11. Memory Ordering and Consistency¶
11.1 Scope¶
This chapter defines architecture-visible memory ordering and visibility guarantees for PTO Virtual ISA operations.
11.2 Memory objects and domains¶
Architecture-visible memory domains include:
- tile-local values
- global memory views accessed by memory operations
- synchronization state affecting visibility boundaries
Backend-private caches/buffers are implementation-defined, but MUST respect architecture-visible ordering outcomes.

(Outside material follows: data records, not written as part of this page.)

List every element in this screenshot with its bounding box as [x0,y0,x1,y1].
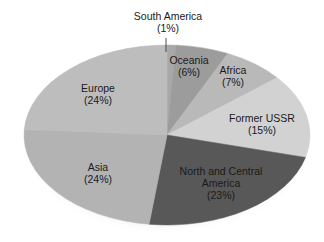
label-asia-value: (24%) [84,173,112,185]
label-europe-value: (24%) [81,94,115,106]
label-north-central-america-name1: North and Central [180,165,263,177]
label-oceania-value: (6%) [169,66,208,78]
label-former-ussr-name: Former USSR [229,112,295,124]
label-former-ussr-value: (15%) [229,124,295,136]
label-africa: Africa (7%) [220,64,247,88]
label-europe-name: Europe [81,82,115,94]
label-africa-name: Africa [220,64,247,76]
label-oceania: Oceania (6%) [169,54,208,78]
label-asia-name: Asia [84,161,112,173]
label-south-america-value: (1%) [134,22,202,34]
label-europe: Europe (24%) [81,82,115,106]
label-north-central-america-value: (23%) [180,189,263,201]
label-south-america: South America (1%) [134,10,202,34]
label-asia: Asia (24%) [84,161,112,185]
label-north-central-america: North and Central America (23%) [180,165,263,201]
label-south-america-name: South America [134,10,202,22]
label-africa-value: (7%) [220,76,247,88]
label-oceania-name: Oceania [169,54,208,66]
label-north-central-america-name2: America [180,177,263,189]
label-former-ussr: Former USSR (15%) [229,112,295,136]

11.3 Consistency baseline¶
The baseline model is dependency-ordered consistency:
- data dependencies and explicit synchronization define required visibility order
- independent operations MAY be reordered internally
- required synchronization points MUST establish visibility as specified
11.4 Ordering guarantees¶
A conforming implementation MUST ensure:
- producer writes become visible to dependent consumers after required synchronization/ordering points
- memory operations participating in explicit dependency chains preserve those chains
- semantics defined by
TSYNCand event dependencies are reflected in memory visibility
11.5 Unspecified and implementation-defined behavior¶
The following are architecture-restricted:
- accesses or interpretations outside defined domains may be unspecified
- timing and cache policy details are implementation-defined
- backend-specific memory optimizations are allowed only when they preserve required visible behavior
11.6 Programming requirements¶
Programs SHOULD:
- use explicit synchronization at producer/consumer boundaries
- avoid assuming implicit global ordering without a defined dependency
- avoid relying on unspecified out-of-domain values
Manual mode programmers MUST ensure required ordering when tool-managed synchronization is not used.
11.7 Diagnostics and conformance tests¶
Backends SHOULD provide diagnostics for:
- missing ordering assumptions in illegal contexts
- unsupported memory-ordering forms
- profile-specific restrictions
Conformance tests SHOULD include ordered visibility scenarios across representative dependency patterns.